Slowest. Damn. Read. Ever.

Okay, so I admit I made a mistake; I judged the book by its pretty cover and the fame of the author and the 'oooohh mystery, family intrigue, secrets' description. My bad.
I was sweating blood to get through it-I persevered and succeeded, only to be able to say I didn't waste my money on that book.

This author apparently thinks it's cool to write these LOOOOOOOOOOONG, WIIIIIINDING, MEANDERING descriptions of EVERY SINGLE BLOODY THING THAT THE MAIN CHARACTER [who was boring and flat with the common sense of a grasshopper, mind you] DOES FROM HOW SHE GETS OUT OF BED TO HOW SHE SITS DOWN ON THE COUCH.

Seriously, she puts Dickens to shame.

And I was so near to giving up-at the end of every page basically. Because-nothing-was-happening.

Basically, this chick decides to go back to her home town [called the Lake of Dreams. Seriously, if a place exists that is called something similar-The Meadow of Sunshine or something, I'll eat my shoe], and embarks on a super slow, pointless discovery of some ancient relative. The author tries really hard to make these family secrets seem all mega interesting and awesome, throwing in some awkward and underdeveloped romance plots or whatever. BUT FAIL. FAIL. FAIL.

The last 2 chapters were the only fast read of the entire book. Not that it helped much, but at least it earned it its two stars.
I can't imagine any person in the world who would see the world from the point of view of the main character-hell, I can't even remember her name.
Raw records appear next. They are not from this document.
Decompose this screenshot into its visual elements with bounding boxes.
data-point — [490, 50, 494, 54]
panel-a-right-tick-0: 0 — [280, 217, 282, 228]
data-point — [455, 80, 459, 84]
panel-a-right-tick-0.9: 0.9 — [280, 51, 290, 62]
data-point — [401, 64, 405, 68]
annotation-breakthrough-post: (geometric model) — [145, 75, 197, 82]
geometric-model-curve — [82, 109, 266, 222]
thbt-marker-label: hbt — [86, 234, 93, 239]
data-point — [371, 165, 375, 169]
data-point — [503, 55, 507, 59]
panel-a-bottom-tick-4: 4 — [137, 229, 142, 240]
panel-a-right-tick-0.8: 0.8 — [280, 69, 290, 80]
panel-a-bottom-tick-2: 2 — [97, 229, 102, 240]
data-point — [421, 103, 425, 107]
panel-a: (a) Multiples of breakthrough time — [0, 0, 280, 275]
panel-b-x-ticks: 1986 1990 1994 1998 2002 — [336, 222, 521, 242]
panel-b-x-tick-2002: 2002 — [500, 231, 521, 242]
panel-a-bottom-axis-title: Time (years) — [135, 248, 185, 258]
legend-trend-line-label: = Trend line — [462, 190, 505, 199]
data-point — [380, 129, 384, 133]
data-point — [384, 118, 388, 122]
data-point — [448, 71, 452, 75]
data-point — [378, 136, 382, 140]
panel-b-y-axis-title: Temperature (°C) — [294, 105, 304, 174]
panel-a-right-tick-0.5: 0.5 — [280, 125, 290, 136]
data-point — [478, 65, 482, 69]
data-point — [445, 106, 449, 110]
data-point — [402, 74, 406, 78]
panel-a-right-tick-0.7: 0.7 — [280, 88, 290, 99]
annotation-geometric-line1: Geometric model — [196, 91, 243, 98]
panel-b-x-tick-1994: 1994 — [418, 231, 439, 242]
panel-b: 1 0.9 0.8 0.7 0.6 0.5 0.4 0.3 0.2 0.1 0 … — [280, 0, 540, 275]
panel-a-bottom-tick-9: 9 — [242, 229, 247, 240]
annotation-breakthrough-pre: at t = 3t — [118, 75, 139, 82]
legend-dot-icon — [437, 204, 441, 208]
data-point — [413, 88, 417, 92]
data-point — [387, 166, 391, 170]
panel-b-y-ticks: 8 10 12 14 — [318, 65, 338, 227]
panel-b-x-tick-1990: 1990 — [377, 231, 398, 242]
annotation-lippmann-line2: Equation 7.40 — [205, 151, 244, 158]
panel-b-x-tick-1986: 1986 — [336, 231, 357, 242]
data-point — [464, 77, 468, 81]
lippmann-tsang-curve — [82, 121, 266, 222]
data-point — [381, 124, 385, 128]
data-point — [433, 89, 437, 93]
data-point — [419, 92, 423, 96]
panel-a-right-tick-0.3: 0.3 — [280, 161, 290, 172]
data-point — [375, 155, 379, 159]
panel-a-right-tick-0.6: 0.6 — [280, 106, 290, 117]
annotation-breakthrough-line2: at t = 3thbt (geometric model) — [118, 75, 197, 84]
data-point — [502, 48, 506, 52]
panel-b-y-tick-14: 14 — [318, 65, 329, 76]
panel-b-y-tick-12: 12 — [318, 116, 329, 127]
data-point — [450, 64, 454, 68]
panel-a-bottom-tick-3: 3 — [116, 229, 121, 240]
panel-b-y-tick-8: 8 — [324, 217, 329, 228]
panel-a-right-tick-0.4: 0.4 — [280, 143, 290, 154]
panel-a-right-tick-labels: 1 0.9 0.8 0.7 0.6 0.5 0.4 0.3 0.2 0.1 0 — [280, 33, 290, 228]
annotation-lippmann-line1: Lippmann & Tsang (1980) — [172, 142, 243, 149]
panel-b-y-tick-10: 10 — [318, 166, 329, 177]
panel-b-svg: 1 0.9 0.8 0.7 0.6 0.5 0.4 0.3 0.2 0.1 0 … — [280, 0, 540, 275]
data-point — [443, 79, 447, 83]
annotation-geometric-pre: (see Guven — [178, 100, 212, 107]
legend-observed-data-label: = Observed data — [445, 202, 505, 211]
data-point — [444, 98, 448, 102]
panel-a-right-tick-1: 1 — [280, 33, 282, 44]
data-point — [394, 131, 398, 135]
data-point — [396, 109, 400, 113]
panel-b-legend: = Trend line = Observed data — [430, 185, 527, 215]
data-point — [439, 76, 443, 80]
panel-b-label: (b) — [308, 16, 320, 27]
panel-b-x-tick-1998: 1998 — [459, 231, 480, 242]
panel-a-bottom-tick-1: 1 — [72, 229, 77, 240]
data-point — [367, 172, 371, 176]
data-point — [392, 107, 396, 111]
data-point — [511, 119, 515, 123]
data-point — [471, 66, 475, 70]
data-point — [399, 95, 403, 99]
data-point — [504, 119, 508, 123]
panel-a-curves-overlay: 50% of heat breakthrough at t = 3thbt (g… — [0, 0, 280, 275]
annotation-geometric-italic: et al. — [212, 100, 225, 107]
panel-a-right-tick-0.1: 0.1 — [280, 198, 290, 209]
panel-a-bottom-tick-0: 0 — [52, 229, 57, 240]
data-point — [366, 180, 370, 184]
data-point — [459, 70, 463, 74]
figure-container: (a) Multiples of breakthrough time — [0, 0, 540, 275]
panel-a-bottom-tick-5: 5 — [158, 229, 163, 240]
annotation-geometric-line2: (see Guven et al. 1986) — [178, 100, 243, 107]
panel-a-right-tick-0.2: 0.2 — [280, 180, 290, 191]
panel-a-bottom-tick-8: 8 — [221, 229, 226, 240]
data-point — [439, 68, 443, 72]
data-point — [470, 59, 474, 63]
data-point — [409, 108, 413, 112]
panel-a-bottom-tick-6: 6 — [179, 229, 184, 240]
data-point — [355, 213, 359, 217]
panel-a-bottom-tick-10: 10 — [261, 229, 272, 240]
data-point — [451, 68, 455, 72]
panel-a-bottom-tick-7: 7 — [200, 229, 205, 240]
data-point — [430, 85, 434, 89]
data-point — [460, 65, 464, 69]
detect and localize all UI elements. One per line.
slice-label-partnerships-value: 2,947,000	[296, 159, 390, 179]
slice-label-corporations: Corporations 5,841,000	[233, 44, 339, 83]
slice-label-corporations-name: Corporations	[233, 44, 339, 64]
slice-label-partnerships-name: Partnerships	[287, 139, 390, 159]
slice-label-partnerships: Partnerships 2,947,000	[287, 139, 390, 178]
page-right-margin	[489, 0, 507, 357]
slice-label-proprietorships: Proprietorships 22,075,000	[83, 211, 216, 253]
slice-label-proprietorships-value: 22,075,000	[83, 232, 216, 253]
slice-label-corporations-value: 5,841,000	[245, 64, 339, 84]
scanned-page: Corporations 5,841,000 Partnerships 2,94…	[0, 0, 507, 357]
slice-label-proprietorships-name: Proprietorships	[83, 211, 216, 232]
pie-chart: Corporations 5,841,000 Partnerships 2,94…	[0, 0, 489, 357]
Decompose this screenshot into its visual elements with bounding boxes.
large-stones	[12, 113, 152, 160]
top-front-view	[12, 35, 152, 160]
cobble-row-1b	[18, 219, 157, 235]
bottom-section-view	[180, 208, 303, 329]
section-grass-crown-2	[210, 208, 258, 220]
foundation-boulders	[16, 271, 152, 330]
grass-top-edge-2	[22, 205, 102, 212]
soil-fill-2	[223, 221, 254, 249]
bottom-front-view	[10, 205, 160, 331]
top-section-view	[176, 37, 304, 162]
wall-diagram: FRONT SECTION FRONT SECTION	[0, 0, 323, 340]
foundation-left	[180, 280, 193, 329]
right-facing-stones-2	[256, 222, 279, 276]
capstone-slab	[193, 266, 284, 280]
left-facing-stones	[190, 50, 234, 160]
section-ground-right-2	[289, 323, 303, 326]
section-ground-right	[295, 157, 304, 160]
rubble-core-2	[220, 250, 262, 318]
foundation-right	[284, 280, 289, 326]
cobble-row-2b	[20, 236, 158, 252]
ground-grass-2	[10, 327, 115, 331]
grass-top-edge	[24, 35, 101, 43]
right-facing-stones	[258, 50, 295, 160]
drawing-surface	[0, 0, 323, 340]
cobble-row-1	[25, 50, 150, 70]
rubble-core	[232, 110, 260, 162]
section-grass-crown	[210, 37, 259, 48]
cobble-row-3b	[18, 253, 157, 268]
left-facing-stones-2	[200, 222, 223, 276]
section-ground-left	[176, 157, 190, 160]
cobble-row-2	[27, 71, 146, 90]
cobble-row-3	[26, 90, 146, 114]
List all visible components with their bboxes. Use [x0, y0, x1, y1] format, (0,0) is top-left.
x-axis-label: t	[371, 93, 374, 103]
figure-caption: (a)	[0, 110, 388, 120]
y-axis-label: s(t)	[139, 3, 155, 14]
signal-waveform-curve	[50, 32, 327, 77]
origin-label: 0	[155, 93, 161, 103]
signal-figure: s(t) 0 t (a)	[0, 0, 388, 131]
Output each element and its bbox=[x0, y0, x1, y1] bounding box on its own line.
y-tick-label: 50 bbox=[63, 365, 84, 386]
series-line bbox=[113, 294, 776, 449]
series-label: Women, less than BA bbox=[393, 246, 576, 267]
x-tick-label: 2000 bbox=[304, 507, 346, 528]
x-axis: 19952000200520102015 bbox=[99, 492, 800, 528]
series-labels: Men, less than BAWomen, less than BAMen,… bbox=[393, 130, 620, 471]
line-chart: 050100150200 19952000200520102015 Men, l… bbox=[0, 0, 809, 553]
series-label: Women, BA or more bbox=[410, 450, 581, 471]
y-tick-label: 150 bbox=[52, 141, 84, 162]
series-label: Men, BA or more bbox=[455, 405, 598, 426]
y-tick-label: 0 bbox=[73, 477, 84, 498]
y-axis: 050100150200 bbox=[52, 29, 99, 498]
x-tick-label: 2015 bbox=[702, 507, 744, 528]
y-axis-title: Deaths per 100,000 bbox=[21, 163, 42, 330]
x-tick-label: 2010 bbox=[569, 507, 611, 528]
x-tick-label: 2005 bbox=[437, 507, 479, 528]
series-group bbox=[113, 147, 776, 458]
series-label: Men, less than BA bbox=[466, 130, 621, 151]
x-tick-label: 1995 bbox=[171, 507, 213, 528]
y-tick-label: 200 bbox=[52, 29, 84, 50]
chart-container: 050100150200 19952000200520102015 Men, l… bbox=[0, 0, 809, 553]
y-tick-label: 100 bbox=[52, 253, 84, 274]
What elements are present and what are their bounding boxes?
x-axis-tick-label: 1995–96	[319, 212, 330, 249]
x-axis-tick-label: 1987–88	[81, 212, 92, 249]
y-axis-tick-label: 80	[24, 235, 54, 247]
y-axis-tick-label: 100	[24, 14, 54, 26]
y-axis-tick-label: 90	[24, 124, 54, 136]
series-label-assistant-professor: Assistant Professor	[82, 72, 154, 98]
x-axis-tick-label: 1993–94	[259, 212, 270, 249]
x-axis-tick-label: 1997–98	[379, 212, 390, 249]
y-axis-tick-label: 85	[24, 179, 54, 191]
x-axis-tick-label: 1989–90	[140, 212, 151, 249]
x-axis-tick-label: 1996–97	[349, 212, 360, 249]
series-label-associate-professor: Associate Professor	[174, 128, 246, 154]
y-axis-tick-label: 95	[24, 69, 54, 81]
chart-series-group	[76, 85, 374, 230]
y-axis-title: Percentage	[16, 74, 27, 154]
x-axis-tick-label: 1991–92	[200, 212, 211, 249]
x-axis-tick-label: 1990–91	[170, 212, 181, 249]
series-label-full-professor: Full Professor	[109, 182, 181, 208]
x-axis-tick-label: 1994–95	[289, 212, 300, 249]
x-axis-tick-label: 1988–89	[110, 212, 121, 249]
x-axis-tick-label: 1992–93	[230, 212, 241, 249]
She makes out with her perfect ex boyfriend while her current Japanese boyfriend is planning to come over, almost gets his son killed, spills the secret that her sister in law is pregnant, wrecks her family's office, and all the while feels the need to continue searching for some wild fantasy ancestor who shock and horror only lived in the 1900's, so it's not even anything that old or mysterious. Turns out this woman was a suffragette-so cue all the descriptions of the wonderful things that these women did, because according to Edwards, what the world needs is more feminism.
And the ending. Gah. I refuse to comment.
Over and out. Off to find a decent read.